You can get rid of all of that nonsense when you homeschool and actually teach your kids history. (What an innovative concept!) Let them read a whole book about the topic instead of soundbites in a textbook. Have them choose a biography or watch a historical movie together. Have real discussions about what the time period was like and what challenges people faced. In fact, we usually lined up our literature reading with the historical period we were studying, which really helped us learn. (Notice I said “us.” You will get the best education of your life when you homeschool.) That time we read a Tale of Two Cities? We were studying the French Revolution. No textbook could have given us what we learned in the process

Working and Homeschooling Prepares Kids for Real Life

Better Preparation for Life

Go online and look for books that are written for high school graduates to teach them how to navigate “real life.” It’s a hot market. You know why? Because our high school students spend their entire existence in the realm of school and the pressure that exists under that schedule. There is little time to learn how to do laundry or prepare meals or balance a checkbook. It’s like they spend their entire student life in an artificial environment being drilled on academics, and then we expect them to learn how to be real adults who manage households and shopping and budgets and car maintenance by taking a week to read a book. 

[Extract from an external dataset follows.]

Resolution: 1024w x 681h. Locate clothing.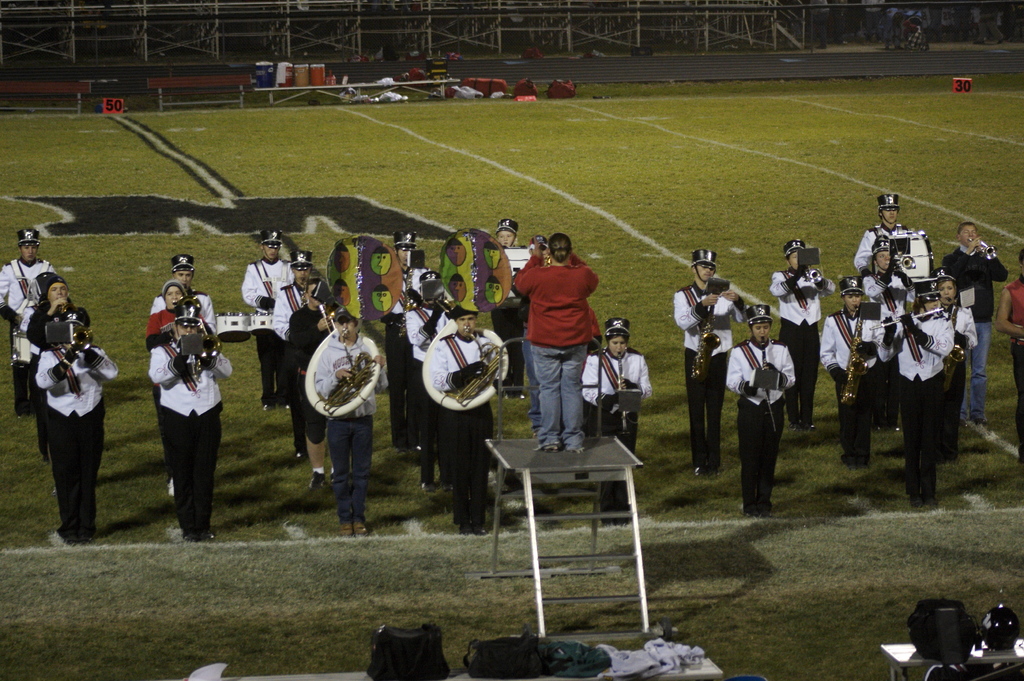
bbox=(897, 314, 961, 507).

I am happy to say that I have raised two adults who are not disillusioned about what real life is like. They can do the work it takes to keep up a home. They don’t need me for clean clothes or a hot meal. They know how to look other adults in the eye and hold a conversation. (This was the compliment I received the most). They are more comfortable with real life and it shows.

Working and Homeschooling Leaves More Time for Socialization

Time to Socialize

If you want to get a group of homeschoolers hot stinking mad, ask them about socialization. It’s a silly question that that usually makes the person asking look like they have been hiding under a rock for the last decade. However, when you are a working parent, this can be a valid question. Your kids might not be able to get out as often during the day as other homeschooled kids. So is this a concern?

I still found that my kids had more time to socialize as homeschoolers than they did at school. They were able to complete most of their work during the day, so they actually had time to go outside and play. The efficiency of homeschooling meant that we could commit to more scheduled activities and more informal time with friends. This was an advantage that they appreciated after years of too much homework to have fun.

A Better Life

Homeschooling brought more time, control, and breathing room into our busy lives so that we could live life a bit more and enjoy time as a family. If your family life is suffocating while you try to respond to school needs, you might find that homeschooling reduces overall stress and gives you the control over events that make a busy life easier, more fulfilling, and more productive.

If you are a working parent who wants to homeschool, you might have already discovered that it can be an overwhelming process to figure out. There is so much information out there that a simple online search can lead you in circles and lost on side roads until you just have to give up and step away from it all. At Working Homeschooler, I provide resources to help you get started homeschooling as a working parent.